• 0 Posts
  • 10 Comments
Joined 2 years ago
cake
Cake day: June 15th, 2023

help-circle

  • partial_accumen@lemmy.worldtoSelfhosted@lemmy.worldgoodbye plex
    link
    fedilink
    English
    arrow-up
    10
    arrow-down
    1
    ·
    4 days ago

    Long ago I ran a Windows Media Center PC in the living room and used the hell out of it. When WMC finally went EOL, I look for alternatives and found Plex. I never got around to setting up a Plex box, and now I see it too is ready for the scrap heap. I think this is what getting old is. You plan on doing something and never get around to it. Time passes much faster up here in age.



  • (And, yes, unless apocalypse, and unless battery dies, I know.)

    Simple batteries can be made from readily available materials post apocalypse such as potatoes or citrus fruits like lemons. You’d need a fair amount of them for any appreciable time. After the fall of civilization, such required foods would be considered offerings to the gods to grant the knowledge stored on your Kindle long after its Lithium battery bit the dust. This would be until humans are able to make lead acid gravity cells, which again, isn’t that difficult. They aren’t very portable, but if you are just needing to run the device you don’t need it to be.



  • assuming I’m worried about a smash and grab

    For your specific use case, how about this:

    Get a cheap USB thumb drive and a long USB cable. Put your disk unlock password on that thumb drive, and semi-permanently affix the USB drive to your building. You said you’re in a basement. Put it on top of a rafter with a metal fitting that would keep the drive from being taken without removing the screws. Run the long USB cable from the thumb driving in your rafter to the USB port on the machine. Alter your startup script to mount the thumb drive read the password from the thumb drive to unlock your main disk. Don’t forget to immediately unmount the thumbdrive in the OS after the disk is unlocked for extra safety.

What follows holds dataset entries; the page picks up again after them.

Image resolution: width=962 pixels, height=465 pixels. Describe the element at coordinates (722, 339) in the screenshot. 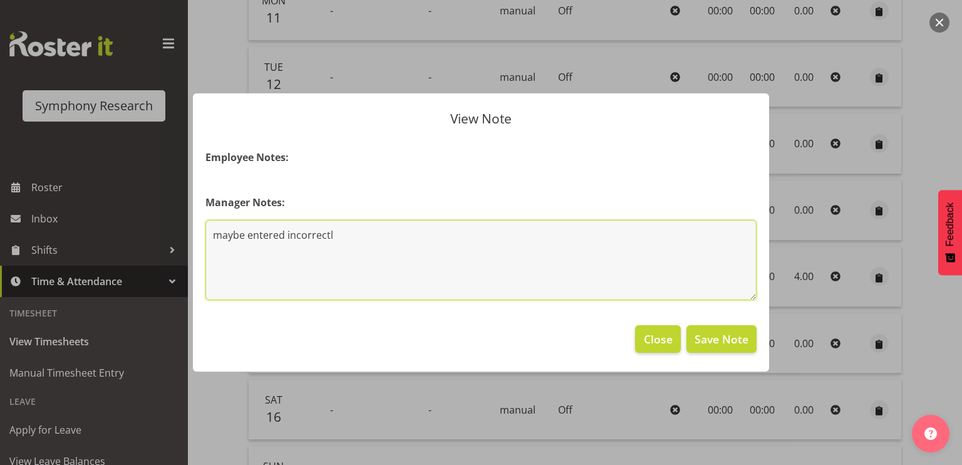

I see `span: Save Note` at that location.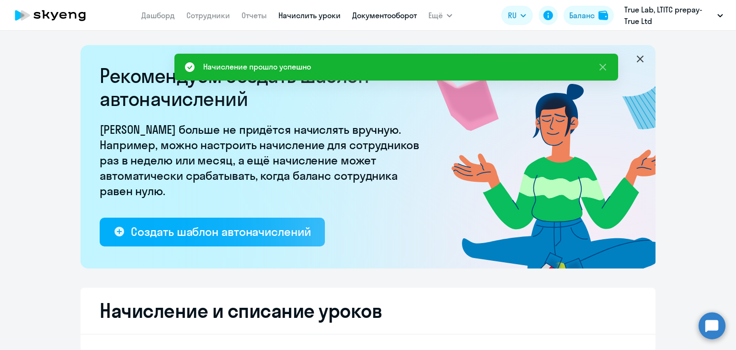 The image size is (736, 350). What do you see at coordinates (588, 15) in the screenshot?
I see `button: Балансbalance` at bounding box center [588, 15].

    If someone is doing a smash and grab, they’ll unplug all the cables (including this USB cable going to the thumb drive) and take your machine leaving the disk encryption password behind on the USB thumb drive.




  • If you’re into computing history, it isn’t even so much the power of the CPU (but that was certainly one bit). It had to do with how different computer architectures wrote to the screen. We take it for granted today with modern computing, but back then computer designers had to make trade off decisions to improve one area while sacrificing functionality in another. It was the age of sprites and many features were put in to handle more sprites, or more on the screen at once, or how fast you could cycle between them, or their color palette depth, or resolution. Not a single bit of that helped Wolfenstein 3D (Doom’s predecessor). 3D graphics FPV like Wolfenstein and Doom changed computing forever, and many systems (like Commodore) were left behind. Even early Macintosh computers struggled with 3D FPV games.

    So even Amiga and early Macs were far more powerful than c65 CPUs, but still struggled in 3D FPV.


  • Having recently started doing lightweight programming on my c64 this was very questionable to me, especially considering the Amiga (the much more powerful followon to c64 couldn’t even get close to this level of performance).

    Following the mastadon link revealed the secret:

    “@electron_greg This is incredibly impressive! What kind of wizardry is this? There’s no way this is running on a stock C64. I assume it’s using an accelerator of some kind but I don’t see anything sticking out of the cartridge port…”

    “Correct. It is equipped with a “RAD” cartridge which is effectively a co-pro in the form of a RaspberryPi Zero.”

    So the heavy lifting is being done by the Raspberry Pi’s ARM CPU, not the c64, which is I’m guessing is essentially being used as a fancy frame buffer to display the Raspberry Pi’s output.

    This is still REALLY impressive though to be able to interface the two this way, and I’m glad to see this. Well done electron_greg!